AI: How Google could improve its data centers
Early detection of failures
22 janv. 2023
Disclaimer: This informative article summarizes one of my projects. The article lacks major details in order to simplify the subject. It also lacks of discussion, and it is not recommended to use it for scientific purposes. As I don't work at Google, it is impossible for me to know if such algorithms are already applied or not.
You already know: when you run a program on your computer, it will either run successfully or crash.
In Google's datacenters, it's the same thing. A program run on their servers has a chance to succeed, but also a chance to fail.
And as this diagram illustrates, every job that ends in failure is a waste of CPU, RAM and electricity. And this can cost companies like Google a lot.
Detect failures before they happen
The idea of this project is to detect in advance for each job if it has a high chance of ending badly.
This work is based on the report "Learning from Failure Across Multiple Clusters: A Trace-Driven Approach to Understanding, Predicting, and Mitigating Job Terminations" written by N. El-Sayed, H. Zhu, and B. Schroeder, iSSN: 1063-6927, but with an updated version of the dataset.
Is it possible to detect a failure in advance? Let's try it!
The dataset
In 2019, Google released a dataset of approximately 7 TiB of execution traces from Google Borg, the resource manager used in Google servers. It gives us a lot of information, such as the events that occur for each program, the resources allocated, the final status of the program, etc.
We will try to use it with TensorFlow (an AI library from Google), using a very common classification algorithm: Random Forest.
Will it really work?
In fact, if we look more closely at the successes and failures, we can find different elements that differentiate them, and sometimes strongly. For example, when analyzing the planned CPU and RAM resources, we can see very different uses depending on their status.

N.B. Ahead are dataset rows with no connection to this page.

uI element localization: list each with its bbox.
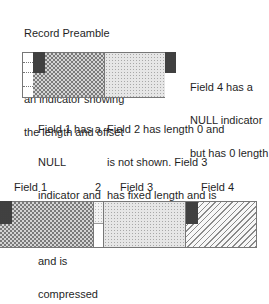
preamble-divider bbox=[23, 86, 33, 87]
text-line: Field 4 has a bbox=[190, 82, 268, 93]
field-1-null-indicator bbox=[33, 52, 45, 73]
logical-field-1 bbox=[0, 201, 93, 248]
logical-field-2-indicator bbox=[94, 202, 103, 224]
logical-field-4-null-indicator bbox=[186, 202, 198, 224]
stored-field-3 bbox=[104, 52, 165, 98]
label-field-4: Field 4 bbox=[201, 182, 234, 193]
preamble-divider bbox=[23, 72, 33, 73]
label-field-2: 2 bbox=[95, 182, 101, 193]
text-line: Field 2 has length 0 and bbox=[107, 124, 224, 135]
label-field-1: Field 1 bbox=[14, 182, 47, 193]
text-line: is not shown. Field 3 bbox=[107, 157, 224, 168]
logical-field-1-null-indicator bbox=[0, 201, 12, 224]
text-line: indicator and bbox=[38, 190, 103, 201]
text-line: compressed bbox=[38, 289, 103, 300]
text-line: Record Preamble bbox=[24, 28, 134, 39]
text-line: and is bbox=[38, 256, 103, 267]
preamble-divider bbox=[23, 62, 33, 63]
field-4-null-indicator bbox=[165, 52, 176, 73]
text-line: NULL bbox=[38, 157, 103, 168]
label-field-3: Field 3 bbox=[120, 182, 153, 193]
logical-field-3 bbox=[104, 201, 186, 248]
text-line: Field 1 has a bbox=[38, 124, 103, 135]
record-preamble-column bbox=[22, 52, 33, 98]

One can do the same work by looking at different attributes, and one will often find notable differences.
And then?
As a result, an AI may be able to detect whether a job is going to fail or not, even before it starts, based solely on this kind of data.
And indeed, this is the case: using a classification algorithm, we can predict in advance if a job will fail or not.
We realize that the predictions for job-kills are excellent. The predictions for job-failures are a little less good, but this shows that it is possible to do it, and with more knowledge in AI, it is surely possible to push the results further.
What do we do with this?
It is possible to do different things with these predictions. For example, it is possible to change the priorities of jobs, pause them, stop them earlier, duplicate them, etc.
Put together, by taking certain actions, it is possible to make very large resource savings on the scale of a giant like Google.